While RPPs focused on innovation in research and development of instructional materials for preK-8 are allowed, the investigators must make a clear case that curricula and materials do not currently exist to address the teaching and learning of CS and CT in the relevant grade levels or cannot be adapted to those contexts. Strong proposals must document how the new curricula or instructional materials differ in significant ways from already available materials and tools.
PreK-12/PreK-14 Pathways Strand. Many districts have begun to make progress at the elementary, middle, and high school levels, but need to coordinate the overall efforts, particularly to address articulation across the years of schooling.

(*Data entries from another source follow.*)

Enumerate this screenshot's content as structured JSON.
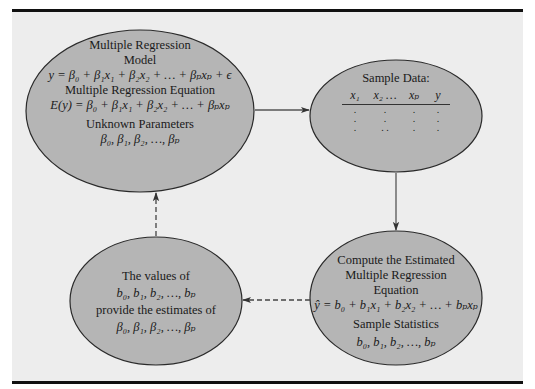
{
  "colors": {
    "background": "#ededed",
    "node_fill": "#b5b5b5",
    "node_stroke": "#2a2a2a",
    "arrow": "#555555",
    "rule": "#111111"
  },
  "nodes": {
    "model": {
      "title_line1": "Multiple Regression",
      "title_line2": "Model",
      "model_eq": "y = β₀ + β₁x₁ + β₂x₂ + … + βₚxₚ + ϵ",
      "equation_title": "Multiple Regression Equation",
      "equation": "E(y) = β₀ + β₁x₁ + β₂x₂ + … + βₚxₚ",
      "params_title": "Unknown Parameters",
      "params": "β₀, β₁, β₂, …, βₚ"
    },
    "sample": {
      "title": "Sample Data:",
      "columns": [
        "x₁",
        "x₂ …",
        "xₚ",
        "y"
      ],
      "rows": [
        [
          ".",
          ".",
          ".",
          "."
        ],
        [
          ".",
          ".",
          ".",
          "."
        ],
        [
          ".",
          ". .",
          ".",
          "."
        ]
      ]
    },
    "compute": {
      "title_line1": "Compute the Estimated",
      "title_line2": "Multiple Regression",
      "title_line3": "Equation",
      "equation": "ŷ = b₀ + b₁x₁ + b₂x₂ + … + bₚxₚ",
      "stats_title": "Sample Statistics",
      "stats": "b₀, b₁, b₂, …, bₚ"
    },
    "estimates": {
      "line1": "The values of",
      "line2": "b₀, b₁, b₂, …, bₚ",
      "line3": "provide the estimates of",
      "line4": "β₀, β₁, β₂, …, βₚ"
    }
  },
  "edges": [
    {
      "from": "model",
      "to": "sample",
      "style": "solid"
    },
    {
      "from": "sample",
      "to": "compute",
      "style": "solid"
    },
    {
      "from": "compute",
      "to": "estimates",
      "style": "dashed"
    },
    {
      "from": "estimates",
      "to": "model",
      "style": "dashed"
    }
  ]
}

RPPs proposed in this strand may address the creation of pathways, including but not limited to:
-Research and development of school district course pathways and alignment tools for students for preK-12;
-Research and development on articulation from preK-12 to community or four-year colleges in preparation for entry into university CS or computationally intensive majors; or
-Design and development of school, district, and/or state systems to assess and track student progress on pathways.

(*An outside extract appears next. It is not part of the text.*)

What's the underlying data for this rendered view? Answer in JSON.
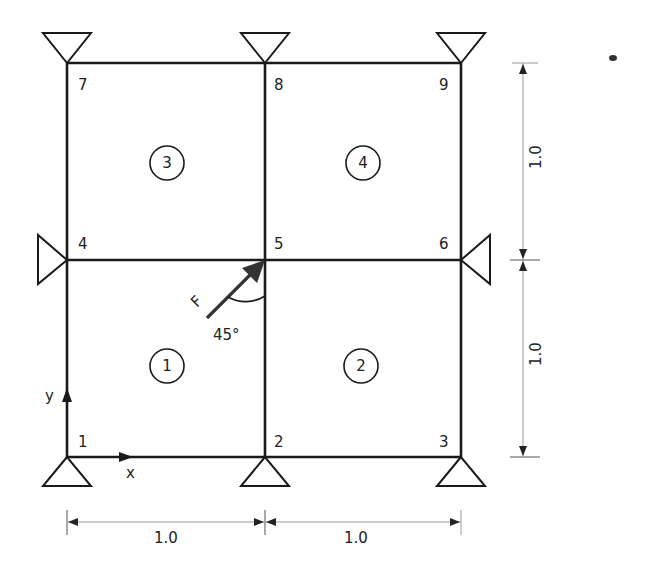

High-quality proposals in any strand will:
-Delineate clearly the CS/CT content to be taught;
-Address working with underrepresented or underserved communities, demonstrating knowledge of the relevant literature on working with the identified communities, and providing concrete plans of action and clear metrics for documenting outcomes;
-Document the extent to which the approach has already scaled and its potential for further scaling;
-Specify jointly-developed research questions and document the investment of the partners in those questions;
-Provide work plans for implementation, improvement, data collection, analysis, and use; and
-Draw from RPP literature on assessing/evaluating the quality of the partnership to articulate plans for assessing the success of the work of the RPP.
All projects should provide research results or findings on one or more of the following:
-Strategies for improvement or implementation that address the shared goal of the researcher/practitioner collaborators; conceptual frameworks that address issues of scale, human capacity, and technical support for implementation and improvement in educational systems;
-Measures of organizational learning that assess the progress of implementation and improvement;
-Sustainable communities that can support implementation and improvement in the identified educational system; or documented practices with an ongoing forum for continued engagement of collaborators from various levels of the educational system.

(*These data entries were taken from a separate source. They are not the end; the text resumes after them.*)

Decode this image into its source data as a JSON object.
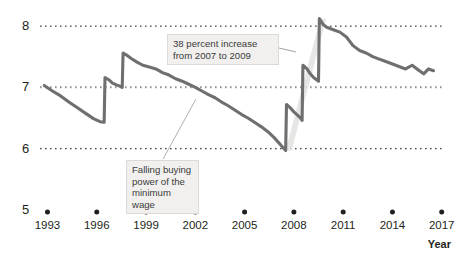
{
  "chart_data": {
    "type": "line",
    "title": "",
    "subtitle": "",
    "xlabel": "Year",
    "ylabel": "",
    "xlim": [
      1992.3,
      2017.2
    ],
    "ylim": [
      5,
      8.2
    ],
    "grid": true,
    "grid_style": "dotted-horizontal",
    "legend": null,
    "y_ticks": [
      "8",
      "7",
      "6",
      "5"
    ],
    "y_tick_values": [
      8,
      7,
      6,
      5
    ],
    "x_ticks": [
      "1993",
      "1996",
      "1999",
      "2002",
      "2005",
      "2008",
      "2011",
      "2014",
      "2017"
    ],
    "x_tick_values": [
      1993,
      1996,
      1999,
      2002,
      2005,
      2008,
      2011,
      2014,
      2017
    ],
    "series": [
      {
        "name": "Real value of the minimum wage",
        "color": "#6f6f6f",
        "x": [
          1992.8,
          1993.3,
          1993.8,
          1994.3,
          1994.8,
          1995.3,
          1995.8,
          1996.2,
          1996.45,
          1996.5,
          1996.75,
          1996.95,
          1997.2,
          1997.4,
          1997.55,
          1997.6,
          1997.85,
          1998.1,
          1998.4,
          1998.8,
          1999.2,
          1999.6,
          2000.0,
          2000.4,
          2000.8,
          2001.2,
          2001.6,
          2002.0,
          2002.4,
          2002.8,
          2003.2,
          2003.6,
          2004.0,
          2004.4,
          2004.8,
          2005.2,
          2005.6,
          2006.0,
          2006.4,
          2006.8,
          2007.2,
          2007.4,
          2007.5,
          2007.55,
          2007.8,
          2008.0,
          2008.2,
          2008.4,
          2008.5,
          2008.55,
          2008.8,
          2009.0,
          2009.2,
          2009.4,
          2009.5,
          2009.55,
          2009.8,
          2010.0,
          2010.4,
          2010.8,
          2011.2,
          2011.6,
          2012.0,
          2012.4,
          2012.8,
          2013.2,
          2013.6,
          2014.0,
          2014.4,
          2014.8,
          2015.2,
          2015.6,
          2015.9,
          2016.2,
          2016.5
        ],
        "y": [
          7.03,
          6.94,
          6.86,
          6.76,
          6.67,
          6.58,
          6.49,
          6.44,
          6.43,
          7.16,
          7.12,
          7.07,
          7.04,
          7.02,
          7.0,
          7.56,
          7.52,
          7.47,
          7.42,
          7.36,
          7.33,
          7.3,
          7.24,
          7.2,
          7.14,
          7.1,
          7.05,
          7.0,
          6.94,
          6.88,
          6.83,
          6.76,
          6.7,
          6.63,
          6.56,
          6.5,
          6.43,
          6.36,
          6.28,
          6.18,
          6.06,
          6.0,
          5.97,
          6.72,
          6.66,
          6.6,
          6.55,
          6.5,
          6.46,
          7.36,
          7.3,
          7.22,
          7.16,
          7.12,
          7.1,
          8.12,
          8.02,
          7.98,
          7.94,
          7.9,
          7.82,
          7.68,
          7.6,
          7.56,
          7.5,
          7.46,
          7.42,
          7.38,
          7.34,
          7.3,
          7.36,
          7.28,
          7.22,
          7.3,
          7.27
        ],
        "start_value": 7.03,
        "end_value": 7.27,
        "min_value": 5.97,
        "max_value": 8.12
      }
    ],
    "annotations": [
      {
        "id": "increase",
        "text": "38 percent increase\nfrom 2007 to 2009",
        "target_x": 2007.9,
        "target_y": 7.05,
        "highlight_band": {
          "from_year": 2007.5,
          "to_year": 2009.6,
          "color": "#e2e2e0"
        }
      },
      {
        "id": "falling",
        "text": "Falling buying\npower of the\nminimum wage",
        "target_x": 2001.6,
        "target_y": 7.05
      }
    ]
  },
  "axis": {
    "year_label": "Year"
  },
  "colors": {
    "line": "#6f6f6f",
    "gridline": "#4a4a4a",
    "callout_bg": "#f1f0ee",
    "callout_border": "#dcdad6",
    "text": "#231f20",
    "highlight_band": "#e2e2e0"
  }
}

Proposals may be submitted in the following size classes:
-Small proposals are designed to support the initial steps in establishing a strong and well-integrated RPP team that could successfully compete for a Medium or Large proposal in the near future;
-Medium proposals are designed to support the modest scaling of a promising approach by a well-defined RPP team; and
-Large proposals are designed to support the widespread scaling of an evidence-based approach by a RPP team that builds on prior collaborations.
GrantWatch ID#: 183161
$20,000,000
Estimated Number of Awards: 24 approximately, including 10 small, 11 medium, and 3 large awards.
-Small Proposals: Maximum of $300,000
-Medium Proposals: Maximum of $1,000,000
-Large Proposals: Maximum of $2,000,000
Small Proposals may be for up to 2 years.
Medium Proposals may be for up to 3 years.
Large Proposals may be for up to 4 years.
Before starting your grant application, please review the funding source's website listed below for updates/changes/addendums/conferences/LOIs.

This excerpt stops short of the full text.